The fundamental philosophical assumptions of modernism, its tendency toward historical discontinuity, alienation, a social individualism, solipsism (a philosophical perspective that holds that one can only truly know oneself and that all other experiences are potentially false since they are filtered through the senses), and existentialism (a philosophy which claims that the individual must make decisions concerning right and wrong for him/herself without access to universal truths) continue to permeate contemporary writing, perhaps in a heightened sense. But the tendency of the modernist to construct intricate forms, to interweave symbols elaborately, to create works of art that, however much they oppose some established present order, create within themselves an ordered universe, have given way since the 1960s to a denial of order, to the presentation of highly fragmented universes in the created world of art, and to critical theories that are a form of phenomenology (a highly subjective contemporary philosophy which argues that the meaning of an object-a concept separate from its existence-is inherently related to the consciousness of the person perceiving it).

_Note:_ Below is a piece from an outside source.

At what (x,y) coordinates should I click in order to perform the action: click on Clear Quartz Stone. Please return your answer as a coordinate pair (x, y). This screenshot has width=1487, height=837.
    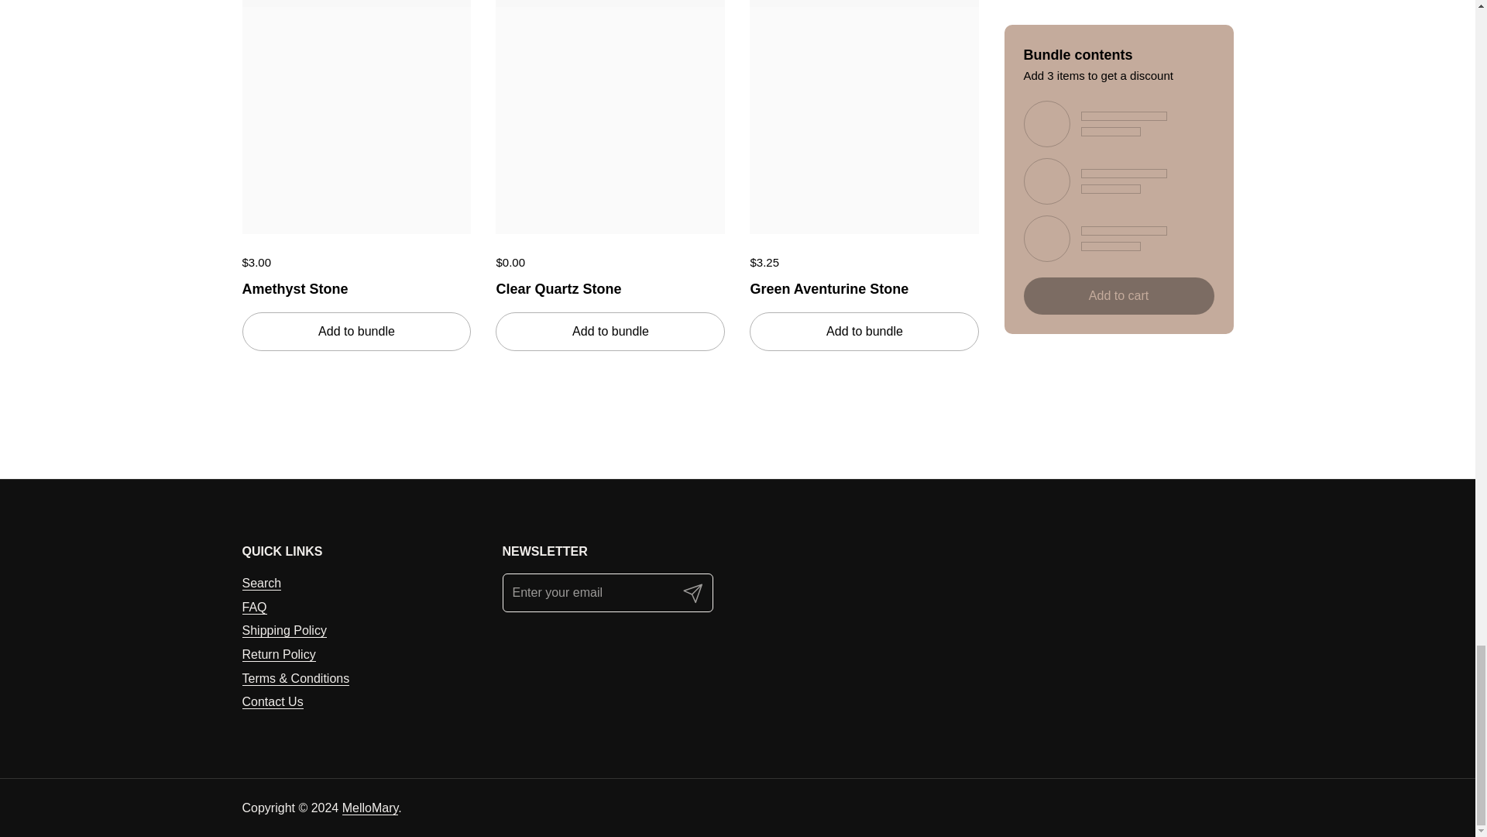
    Looking at the image, I should click on (610, 285).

Many prominent works by authors from both periods engage in themes that relate to these philosophies indirectly. Furthermore, many of the critics responsible for the development of postmodernist theory (for example, Jacques Lacan, the members of the Frankfurt School, Michel Foucault, Roland Barthes, Jacques Derrida) have either been academically trained in philosophy themselves or substantially used the works of philosophers such as Friedrich Nietzsche, Karl Marx, Martin Heidegger, or G.W.F.Hegel as the basis for their own thoughts.